'Teacher' is safe and wholesome fun
By Joseph T. Rozmiarek
Special to The Advertiser
The plot moves along an obvious path in "Teacher, Teacher," the new play by Anthony Michael Oliver, now at Kumu Kahua Theatre. But while the May-December romance between an English teacher and her college pupil contains few surprises, it ultimately wraps up in a satisfying way.
It's a Pygmalion story with topical references to "To Sir, With Love" and "My Fair Lady" that serve as neon-sign guideposts to anyone who might need help traversing this familiar territory. But lest you fear that the central character might retrace the steps of Blanche DuBois before she finally lost Belle Reve, rest assured that she more nearly replays "Tea and Sympathy" instead.
What keeps Act 1 afloat are its familiar local images.
Denise-Aiko Chinen is the epitome of propriety as the 40-ish spinster Sharon Kido — legs crossed firmly at the ankles and hands folded primly in the lap. Her enunciation is perfect, but her composure has recently suffered an unexpected crack. She has just exploded over a couple of loutish students on the last day of the term — pronouncing them to be hopeless buffoons.
Christopher Masato Doi is the stereotypical moke as Gavin — mumbling, slouching, hands rolled up inside his T-shirt and unwilling to make eye contact. But not only is he in protracted adolescence at age 21 and safely out of child-molestation territory — he also wants to change his prospects.
So while Ms. Kido teaches him how to find his salad fork, he teaches her how to enjoy her sexuality. Well, you can write the rest of this part as well as anyone else.
Playwright Oliver and director Harry Wong III take these characters along the straight and narrow way — not too kinky and not too schmaltzy. Crossing the emotional quicksand of their sexual relationship, we end up on safe ground and — ultimately — we are not unhappy to find ourselves there.
What gives Act 2 a boost is Chinen's middle-aged lust effervescing into latent teenage crush-bubbles over her new beau, and Doi's morphing, Cinderfella style, into a man who speaks in complete sentences. It's downright wholesome fun that anyone can enjoy. We can also enjoy Salli Morita's earthy vivacity as the teacher's younger sis, and M.J. Gonzalvo as Gavin's fishing buddy.
"Teacher, Teacher" works because it doesn't stun us, but neither does it offend us. Call it middle-of-the-road hanky-panky.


*WHAT YOU HAVE TO DO:* When a line in the listing below contains the word "index", return a copy of that line.

***

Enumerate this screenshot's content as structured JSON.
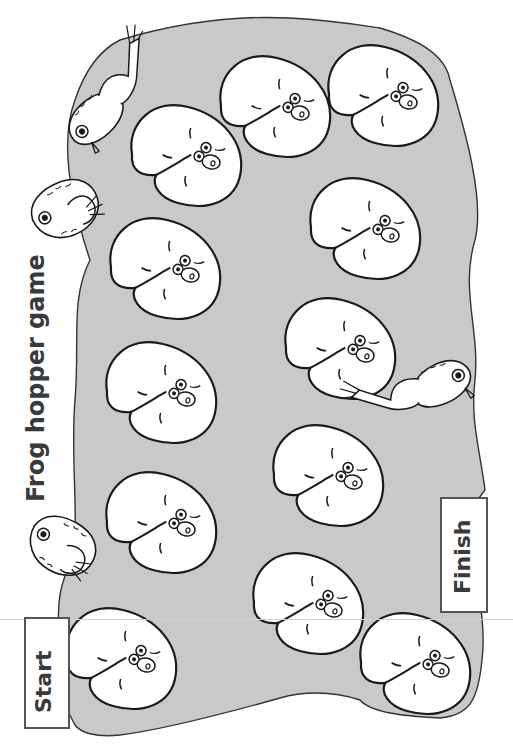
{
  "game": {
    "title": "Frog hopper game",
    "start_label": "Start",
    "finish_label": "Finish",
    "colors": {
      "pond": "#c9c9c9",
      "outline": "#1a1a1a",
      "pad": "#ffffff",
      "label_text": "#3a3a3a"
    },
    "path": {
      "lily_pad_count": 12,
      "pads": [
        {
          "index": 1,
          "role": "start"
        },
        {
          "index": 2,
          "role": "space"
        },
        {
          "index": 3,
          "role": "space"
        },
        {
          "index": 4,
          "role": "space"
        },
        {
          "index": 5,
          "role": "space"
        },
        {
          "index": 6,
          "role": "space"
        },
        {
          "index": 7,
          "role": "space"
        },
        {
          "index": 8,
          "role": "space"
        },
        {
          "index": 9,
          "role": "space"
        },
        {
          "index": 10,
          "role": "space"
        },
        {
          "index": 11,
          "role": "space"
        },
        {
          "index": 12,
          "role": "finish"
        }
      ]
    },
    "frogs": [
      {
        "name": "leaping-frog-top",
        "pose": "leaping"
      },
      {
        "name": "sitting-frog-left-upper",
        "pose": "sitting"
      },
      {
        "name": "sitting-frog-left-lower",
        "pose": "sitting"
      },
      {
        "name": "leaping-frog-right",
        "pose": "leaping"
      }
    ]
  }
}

***

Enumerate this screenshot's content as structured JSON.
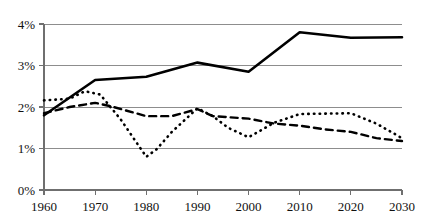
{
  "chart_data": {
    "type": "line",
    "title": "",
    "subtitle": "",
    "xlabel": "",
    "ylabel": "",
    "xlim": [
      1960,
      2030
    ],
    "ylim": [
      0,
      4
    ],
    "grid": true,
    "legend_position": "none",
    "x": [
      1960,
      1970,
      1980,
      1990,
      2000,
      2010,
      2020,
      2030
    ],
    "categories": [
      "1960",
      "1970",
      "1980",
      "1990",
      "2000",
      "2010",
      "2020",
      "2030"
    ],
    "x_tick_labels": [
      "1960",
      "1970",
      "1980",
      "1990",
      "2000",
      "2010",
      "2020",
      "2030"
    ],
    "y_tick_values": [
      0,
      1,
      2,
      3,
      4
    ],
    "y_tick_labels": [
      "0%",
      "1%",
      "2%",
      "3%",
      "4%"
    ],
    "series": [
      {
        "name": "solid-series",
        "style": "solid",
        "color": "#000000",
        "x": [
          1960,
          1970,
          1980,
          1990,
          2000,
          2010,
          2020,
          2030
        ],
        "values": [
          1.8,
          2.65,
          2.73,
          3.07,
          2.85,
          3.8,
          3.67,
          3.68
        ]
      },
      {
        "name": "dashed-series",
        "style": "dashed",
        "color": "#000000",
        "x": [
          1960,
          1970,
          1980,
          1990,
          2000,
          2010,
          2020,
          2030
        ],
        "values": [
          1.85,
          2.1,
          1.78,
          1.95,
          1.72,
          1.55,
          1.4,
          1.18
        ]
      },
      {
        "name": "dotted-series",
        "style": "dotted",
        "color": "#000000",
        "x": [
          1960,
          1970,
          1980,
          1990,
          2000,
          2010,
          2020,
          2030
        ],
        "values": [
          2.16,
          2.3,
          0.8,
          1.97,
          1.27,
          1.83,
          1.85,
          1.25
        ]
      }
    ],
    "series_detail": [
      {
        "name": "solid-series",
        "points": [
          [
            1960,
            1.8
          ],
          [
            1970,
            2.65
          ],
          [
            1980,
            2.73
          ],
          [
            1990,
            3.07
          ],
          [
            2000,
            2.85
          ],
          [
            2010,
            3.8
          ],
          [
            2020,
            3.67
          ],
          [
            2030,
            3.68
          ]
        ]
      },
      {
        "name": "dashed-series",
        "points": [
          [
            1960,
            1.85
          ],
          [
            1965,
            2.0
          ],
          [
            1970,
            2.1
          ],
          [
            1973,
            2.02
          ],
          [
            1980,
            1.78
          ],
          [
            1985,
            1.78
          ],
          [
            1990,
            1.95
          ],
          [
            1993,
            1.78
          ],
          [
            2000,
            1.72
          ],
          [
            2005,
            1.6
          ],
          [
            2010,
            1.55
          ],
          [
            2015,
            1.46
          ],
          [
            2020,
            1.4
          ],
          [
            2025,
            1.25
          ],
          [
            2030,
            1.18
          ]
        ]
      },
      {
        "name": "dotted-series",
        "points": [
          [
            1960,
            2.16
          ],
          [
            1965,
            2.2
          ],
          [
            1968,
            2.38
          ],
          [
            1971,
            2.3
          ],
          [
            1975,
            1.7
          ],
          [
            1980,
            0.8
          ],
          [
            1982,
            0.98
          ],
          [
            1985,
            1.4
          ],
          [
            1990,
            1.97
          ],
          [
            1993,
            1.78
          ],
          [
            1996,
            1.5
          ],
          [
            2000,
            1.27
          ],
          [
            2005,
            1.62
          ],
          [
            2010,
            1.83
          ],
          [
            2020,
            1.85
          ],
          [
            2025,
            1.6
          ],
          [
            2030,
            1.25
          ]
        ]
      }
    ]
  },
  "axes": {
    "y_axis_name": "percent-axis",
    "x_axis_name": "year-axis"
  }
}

***

*RESPONSE BOX:*
          "index": 1,
          "index": 2,
          "index": 3,
          "index": 4,
          "index": 5,
          "index": 6,
          "index": 7,
          "index": 8,
          "index": 9,
          "index": 10,
          "index": 11,
          "index": 12,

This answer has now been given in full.